I think she didn't really know sometimes how to take me, her Alien Child, who was the reader she wasn't, who loved science fiction and science and school and learning. We used to have these arguments when I was a child. I'd be in my room, or in the living room in front of the television, reading a book. She'd come in and tell me, "Go do something." I'd say, "But, Mom, I am doing something. I'm reading." Her reply was, "Go do something." And we'd go around and around about whether reading was "doing something." If it was nice weather, and it usually was since we lived in Southern California, I'd usually solve the problem by taking my book and going outside to read for a while.

But, she was also the only mom on the block who would come out and play with the neighbor kids, who all always seemed to be in our front yard - even when I would have rather been hiding somewhere reading a book. She'd play hopscotch with us, and jump rope, and badminton. Well, she'd play badminton with us until she killed the net one day with the lawn mower. She thought she could mow around the poles holding the net up. Except, not so much, and she knocked over one of the poles and the next thing she knew, the mower had eaten the entire net. After that, it was netless badminton for us, which wasn't nearly as much fun.

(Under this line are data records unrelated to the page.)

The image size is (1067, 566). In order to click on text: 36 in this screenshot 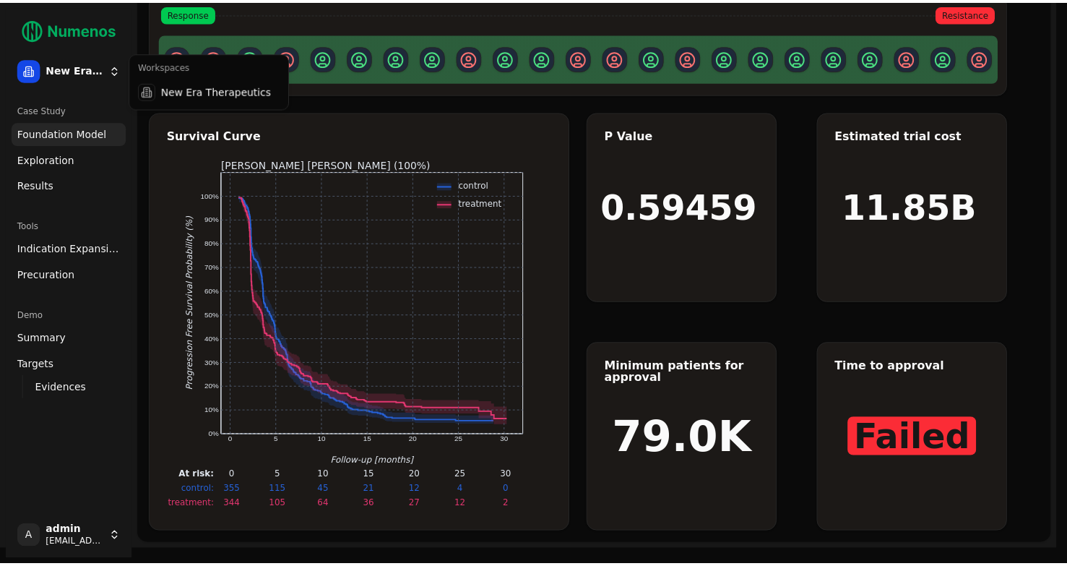, I will do `click(371, 504)`.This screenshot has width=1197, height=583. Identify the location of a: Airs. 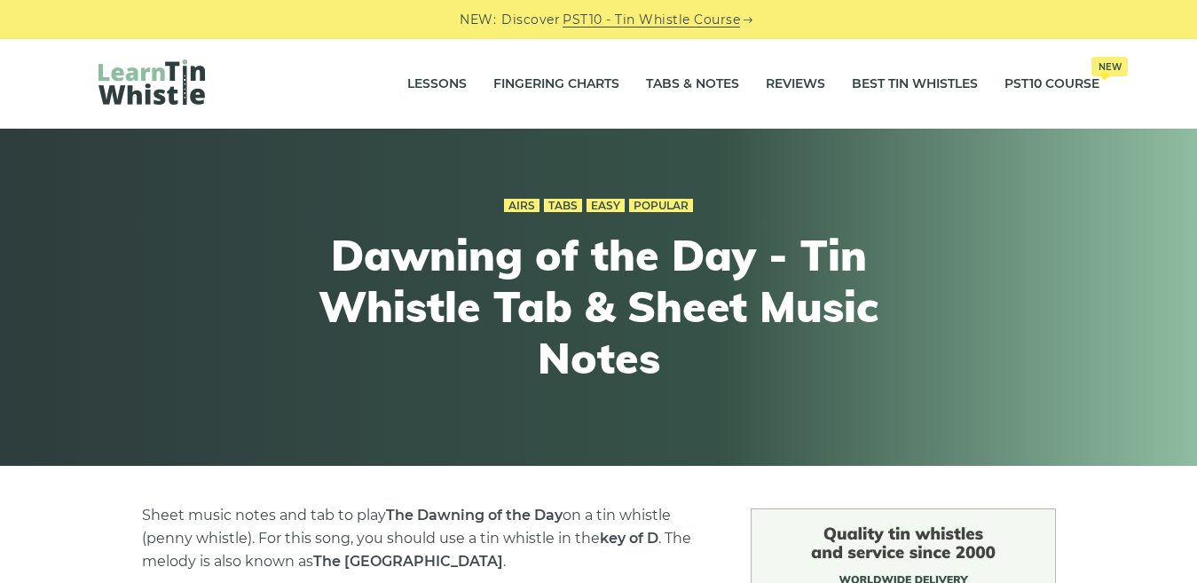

Mom and I actually didn't have all that much in common; I grew up much closer to my father than I was to her, but after Daddy died, it was just the two of us, and we had lots of good times together. Even after we left Southern California, we'd go to Disneyland at least once a year. It was her favorite place in the world. Even in the last stages of her dementia, when she didn't even know who I was half the time and when she was in no shape to go, she'd still ask on a regular basis when we could go to Disneyland again. We also went on epic trips to Las Vegas, where she would always win at the slots, and I got to where I wouldn't even play them because I'd always lose.

And, sometimes, we would take impromptu road trips just for the hell of it. The best one was the time I got up one morning, during a time when I wasn't going to school and happened not to have a job at the time, and I felt like doing something. So, I asked Mom if she felt like taking a little trip. She asked where to? I said, "I don't know. We could just see where we end up." This was about 10 a.m. The problem facing us was that we needed new brakes on the car. I called the mechanic we always went to and explained the situation, and he said he had time to do it if we could get the car to him right away. And so we did, and by around 2:30 that afternoon we had new brakes on the car, had packed, and were on the road. We spent that night in Sacramento, drove as far as Crescent City the next day, stayed the night there, and turned around and headed home the next day, spending a night somewhere north of San Francisco before making it back home. It was a great trip. Other times, we'd just head out to the coast for the day.

I miss Mom a lot, and even after her being gone for five years, will still catch myself seeing or hearing or reading something and thinking, "I can't wait to tell Mom about that." And I miss her most of all on her birthday, when it was always so much fun to make sure she got a birthday that was separate from all the Christmas stuff going on.

So, Happy Birthday, Mom. Love you. Miss you. I'm still your Alien Child, after all these years. You'd think I was nuts for dressing up in medieval garb and going camping and pretending like it's the Middle Ages, and for sitting and watching Doctor Who marathons. But I'll bet you'd have gotten into the spirit of both, just like how Daddy and I used to have to sneak off into my room to watch Star Trek when it was first on, but how, later on, when the movies started coming out, you were the one who always talked me into going to see them in the theater rather than waiting until they came out on video.